PROJECTS
PDF Medical Cosmetic Laser Image Processor
System Overview
Bolton Engineering Inc constructed the Medical Image Processor around two Analog Devices Dual Blackfin Processors. One Blackfin captures an image from a VGA-size color CMOS imager using one of its PPIs (Programmable Parallel Interfaces), the other Blackfin outputs the processed image with a User Interface overlay to an inexpensive PDA-sized (320 x 320) color TFT LCD over one of its PPIs. The two Blackfins are linked together via their second PPIs. The image-processing algorithm -- designed and coded by Palomar -- is pipelined to divide the processing into several stages and processed by the four Blackfin cores. Each processor has 8megabytes of external Flash memory and 16megabytes of external SDRAM. Four A/D channels, four programmable LED current sources, several keyboard input lines, and a dozen general-purpose I/O lines interface to external system elements.
The system requires seven on-board voltages to power the Camera, Logic, DSP Cores, Memory, TFT Display and TFT backlight; the TFT display requires three of these supplies to be sequenced. Blackfin timers, coordinated with the Blackfin PPI LCD DMA data, implement the LCD timing control lines, significantly reducing the need for external logic. By synchronizing the image display to the image capture, the total latency from capture to display is kept to only two frames.
Project Scope
Bolton Engineering wrote the specification, designed the schematics, obtained vendor quotes, designed the 10-layer circuit board, wrote diagnostic and driver software in 'C', debugged the system, and delivered six working prototypes.
Palomar Medical Technologies was developing a handheld cosmetic laser surgical device and wanted to provide a real time enhanced image of the patient's internal vein structure. The system had to fit into an existing handpiece with minimal modifications, and needed to be smaller than 2.5" x 2.5". The system had to take minimal power, as there was no airflow and no space for adding a fan. The enhancement imaging software required significant processing capability.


- Activity: Every line with the word "Billing" in it should be extracted from the data that follows.

____

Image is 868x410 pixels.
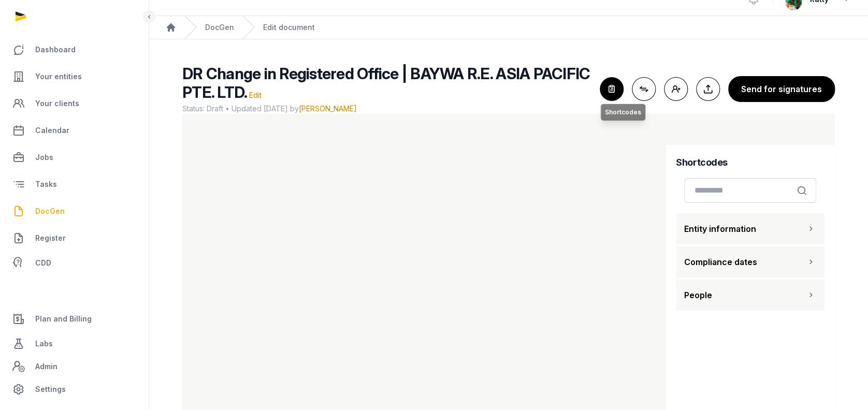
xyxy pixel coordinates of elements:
a: Your clients [9,91,140,116]
nav: Breadcrumb [149,16,868,39]
span: CDD [36,257,51,269]
a: Calendar [9,118,140,143]
span: Edit [249,91,262,99]
a: DocGen [205,22,234,33]
a: Settings [9,376,140,401]
a: DocGen [9,198,140,223]
span: Labs [36,338,53,350]
span: Compliance dates [684,256,757,268]
span: Settings [36,383,66,396]
a: Plan and Billing [9,306,140,331]
a: Labs [9,331,140,356]
span: Calendar [36,124,70,137]
span: Status: Draft • Updated [DATE] by [182,104,591,114]
button: Compliance dates [676,246,825,277]
span: [PERSON_NAME] [299,104,357,113]
a: Your entities [9,64,140,89]
a: Jobs [9,145,140,170]
div: Edit document [263,22,315,33]
span: DocGen [36,205,64,217]
a: Admin [9,356,140,376]
span: People [684,288,712,301]
a: CDD [9,252,140,273]
button: Entity information [676,213,825,244]
span: Entity information [684,223,756,235]
span: Jobs [36,151,53,164]
span: Tasks [36,178,57,191]
span: Your entities [36,70,82,83]
span: Shortcodes [605,108,641,116]
button: Send for signatures [728,76,835,102]
span: Plan and Billing [36,313,91,325]
a: Dashboard [9,37,140,62]
a: Register [9,225,140,250]
a: Tasks [9,171,140,196]
span: DR Change in Registered Office | BAYWA R.E. ASIA PACIFIC PTE. LTD. [182,64,590,101]
span: Dashboard [36,43,76,56]
button: Shortcodes [600,77,623,101]
span: Admin [36,360,57,373]
button: People [676,279,825,311]
span: Register [36,232,66,244]
h4: Shortcodes [676,155,825,170]
span: Your clients [36,97,80,110]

____

- Result:
a: Plan and Billing [9,306,140,331]
span: Plan and Billing [36,313,91,325]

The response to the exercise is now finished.